Hands are for sanitizing, not shaking
The longer we remain in a high state of vigilance against the coronavirus and COVID-19, the respiratory disease caused by the virus, the longer we'll fear the threat of germs even after the pandemic is over.
"Concerns about sanitizing surfaces might become more prevalent," Paresky of the University of Chicago says.
She thinks the kind of "extreme physical distancing and isolation" that requires us to work and learn from home while only leaving for essentials isn't sustainable.
"There is a reason babies suffer both physically and mentally when they do not experience enough physical contact," Paresky says. "Human beings need physical touch, in-person social contact and interpersonal intimacy.

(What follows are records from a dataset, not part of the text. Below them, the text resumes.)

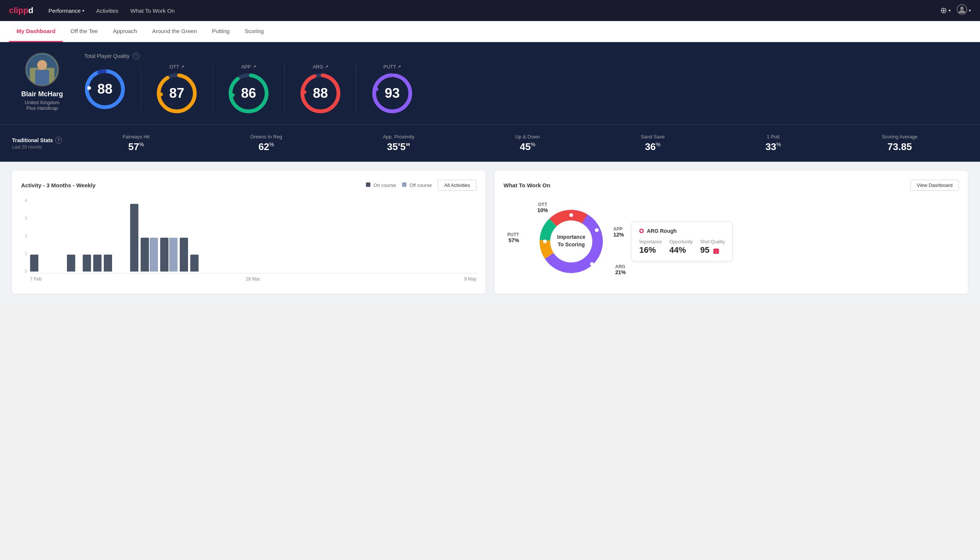 The height and width of the screenshot is (560, 980). I want to click on stat-greens-in-reg: Greens In Reg 62%, so click(266, 143).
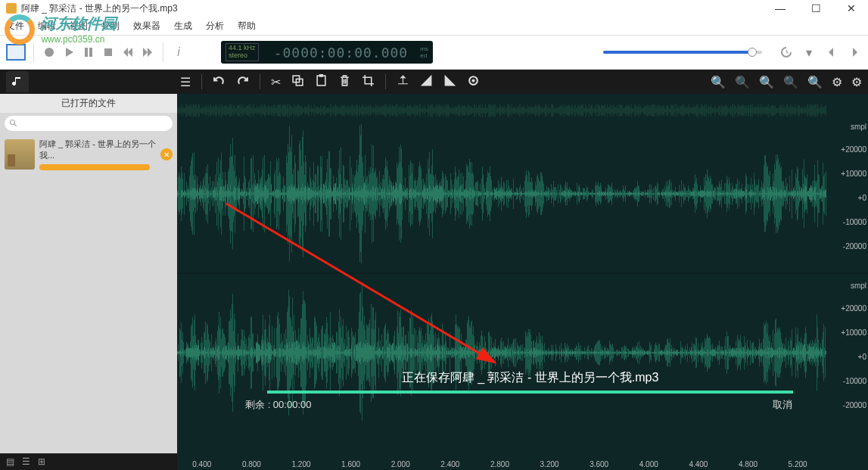 The height and width of the screenshot is (470, 868). I want to click on save-progress-bar, so click(530, 392).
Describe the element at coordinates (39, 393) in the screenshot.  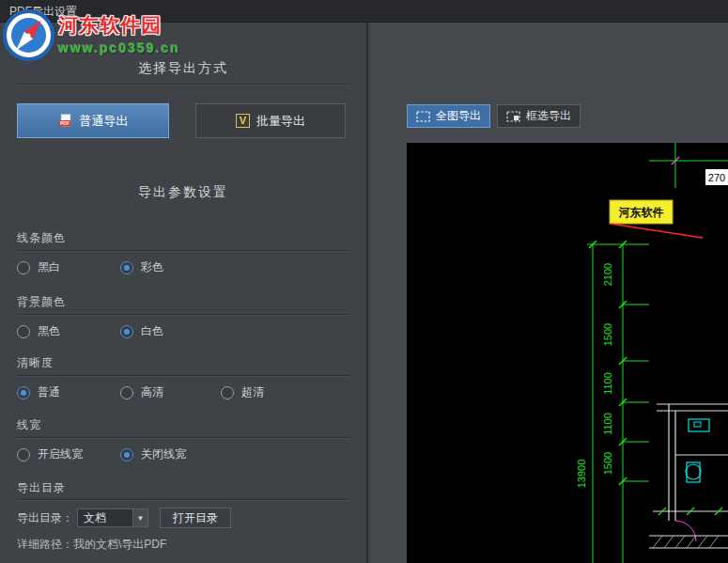
I see `radio-option-normal: 普通` at that location.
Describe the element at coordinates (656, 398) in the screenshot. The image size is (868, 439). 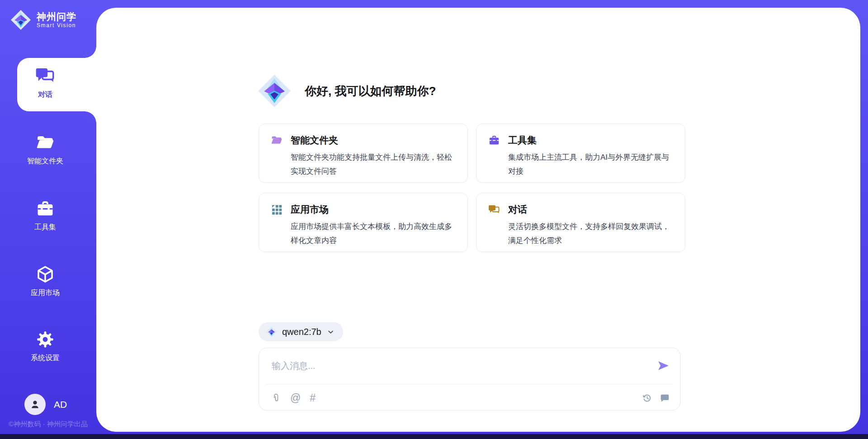
I see `composer-tools-right` at that location.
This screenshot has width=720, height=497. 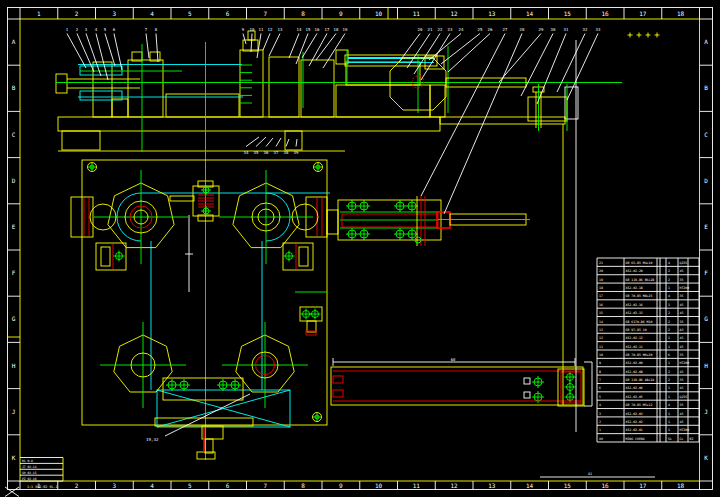 What do you see at coordinates (682, 439) in the screenshot?
I see `bom-cell: CL` at bounding box center [682, 439].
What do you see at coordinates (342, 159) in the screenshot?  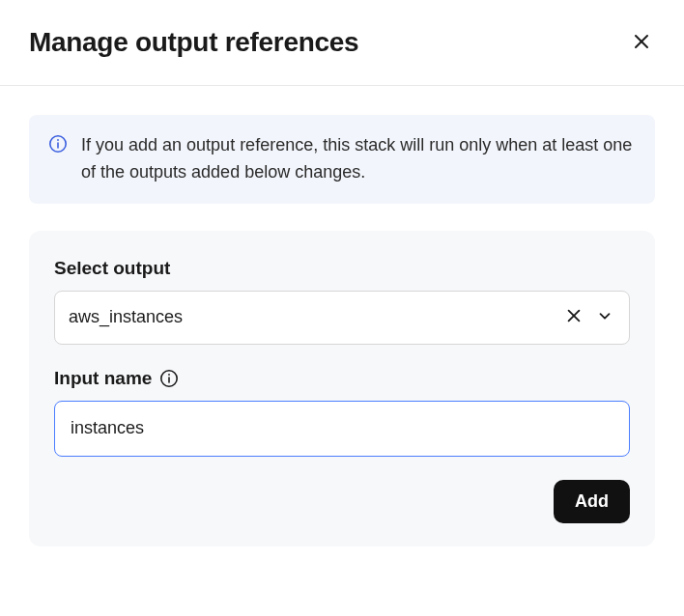 I see `info-banner: If you add an output reference, this sta…` at bounding box center [342, 159].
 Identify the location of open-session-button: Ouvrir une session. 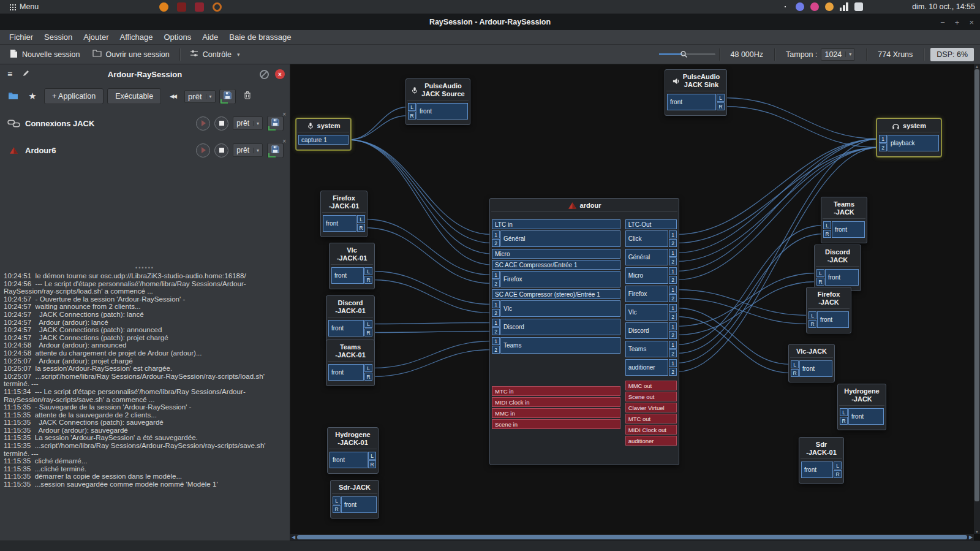
(131, 54).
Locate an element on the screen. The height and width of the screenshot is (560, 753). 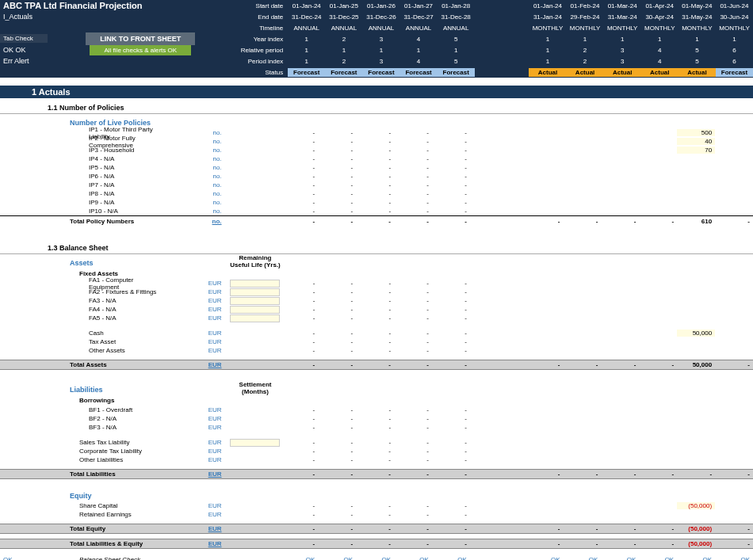
col-remaining-life: Remaining Useful Life (Yrs.) is located at coordinates (255, 261).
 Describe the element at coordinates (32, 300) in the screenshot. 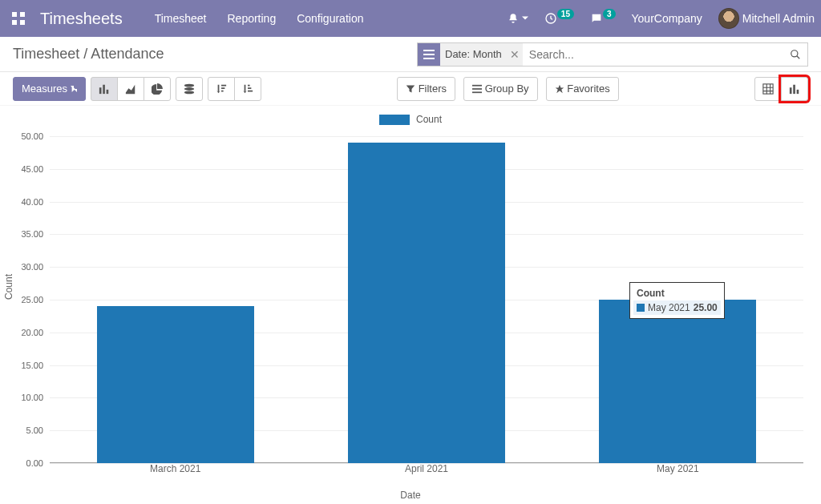

I see `y-tick: 25.00` at that location.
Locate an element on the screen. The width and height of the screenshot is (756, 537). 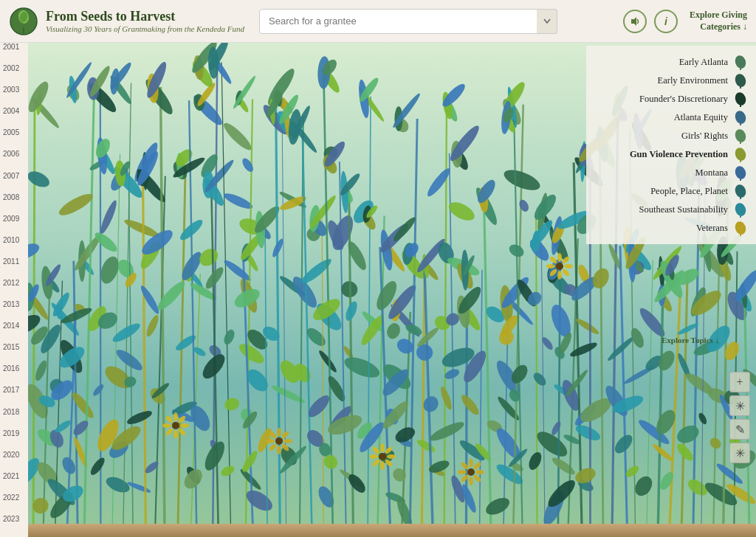
zoom-asterisk1-button: ✳ is located at coordinates (740, 406).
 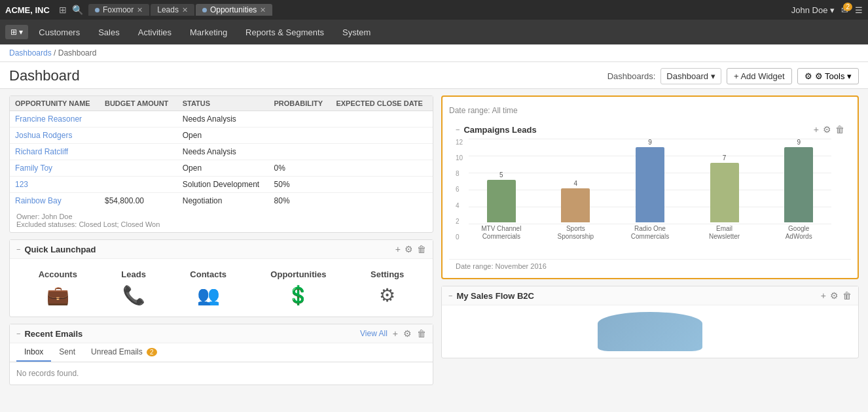 What do you see at coordinates (422, 334) in the screenshot?
I see `email-delete-icon: 🗑` at bounding box center [422, 334].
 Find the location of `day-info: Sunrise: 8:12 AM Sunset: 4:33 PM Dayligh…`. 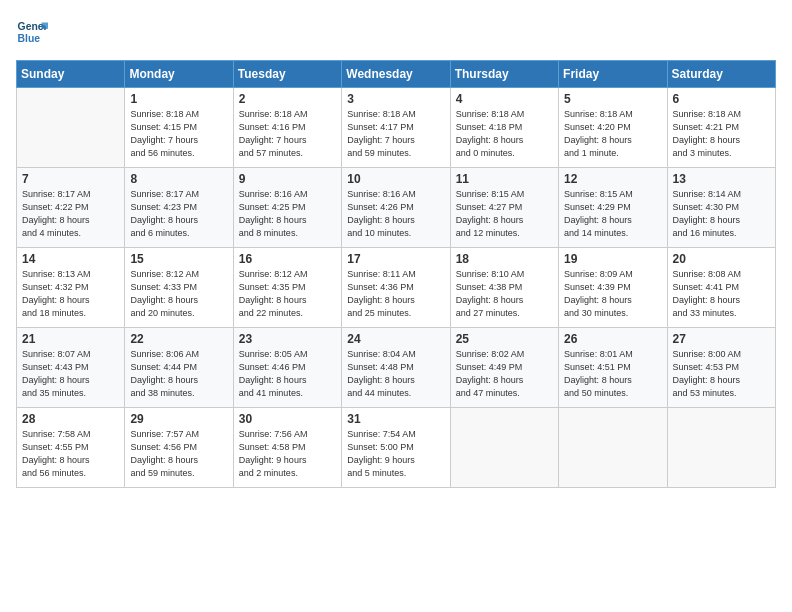

day-info: Sunrise: 8:12 AM Sunset: 4:33 PM Dayligh… is located at coordinates (178, 294).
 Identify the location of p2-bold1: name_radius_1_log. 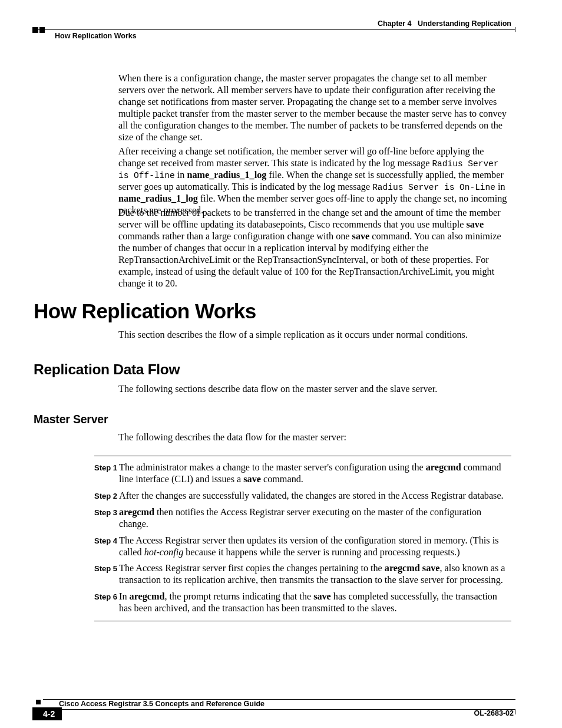
(226, 175).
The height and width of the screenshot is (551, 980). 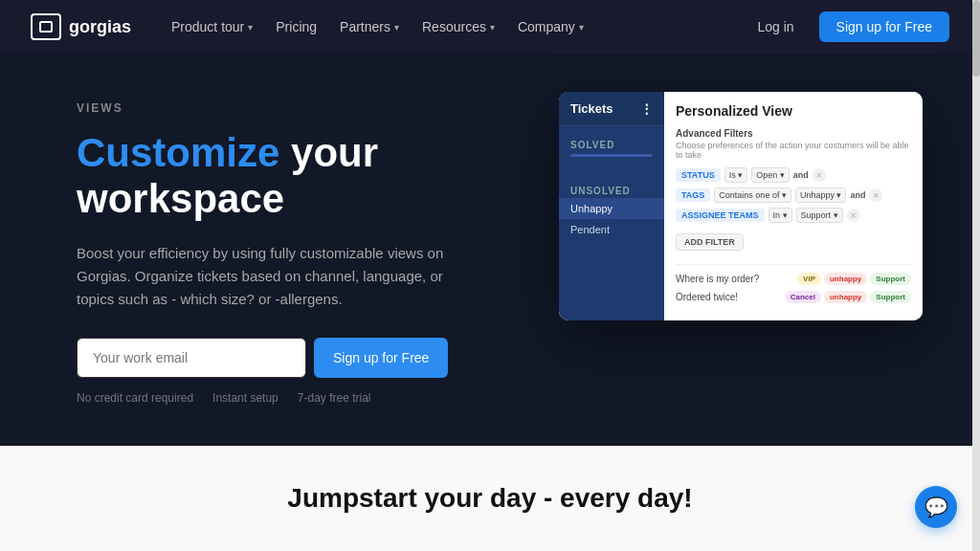 What do you see at coordinates (801, 175) in the screenshot?
I see `and-connector-1: and` at bounding box center [801, 175].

These things are necessary for our ongoing emotional and physical well-being."
It's essential that children and adults maintain some kind of contact with peers while social distancing, she says, whether through video chats, virtual dinner parties or just phone calls and texts. (Technology can also help you maintain your more intimate relationships.)
Paresky is especially worried about the impact on college-age students who were just getting their first taste of independence, only to be sent back home into a family setting that could be filled with stress, anxiety and uncertainty.
"Those students may never go back to school. This will have severe implications for their career and financial prospects," she says.
Just as some students may never return to a campus, perhaps opting to finish up their studies online or not at all, millions of us currently working from home may scarcely set foot in an office again.
Dingwall sees a sustained increase in home-based working beyond the end of the pandemic.
"Our media are discovering that people don't have to be able to come to studios in London, provided they have fast broadband and a decent quality webcam. However, I think there will also be losses from the conversations around the watercooler that are often the wellsprings of business innovation."
Not all bad news
The social scientists I spoke to painted a vision of a world where increased suspicion, isolation and distance from others become the new normal, perhaps for years to come.
But Rabbi Lord Jonathan Sacks, a member of the UK Parliament, sees a silver lining on the distant horizon.
"We are going to come through this with young people and every single individual who lives through it feeling a much stronger sense of identification with others; a much stronger commitment to helping others who need help," he told the BBC.
Sacks believes the experience of living through a global pandemic and the radical measures taken to arrest its spread could lessen the expansion of highly globalized systems in favor of more local self-reliance. He also thinks it will change how we think about major issues like health care and the environment, which is already breathing a little easier as humans withdraw to the indoors.
"I don't think anyone who thinks hard about how one tiny microscopic virus has brought the whole of humanity to its knees can be indifferent to nature anymore," Sacks says. "So this is going to make us more sensitive to issues like climate change."
Of course, when it's all over, most of us will certainly be happy to get back to the way things were. After months of interacting with one another through screens more than ever before, we may emerge from our 21st century caves desperate for the kind of actual face time that doesn't require Apple's operating system.
"It seemed so natural to text, not talk, until now," says Sherry Turkle, a science, technology and society professor at the Massachusetts Institue of Technology. "Now, when lack of presence is enforced, we realize how much we got from it."
Turkle says face-to-face conversation is important for developing empathy. She thinks that when we finally begin to meet up in real life again, it might be a fearful experience at first until we become sure it's safe.
"But when we get over that, I believe we will have a new appreciation of presence," she says. "Something far deeper than we had before."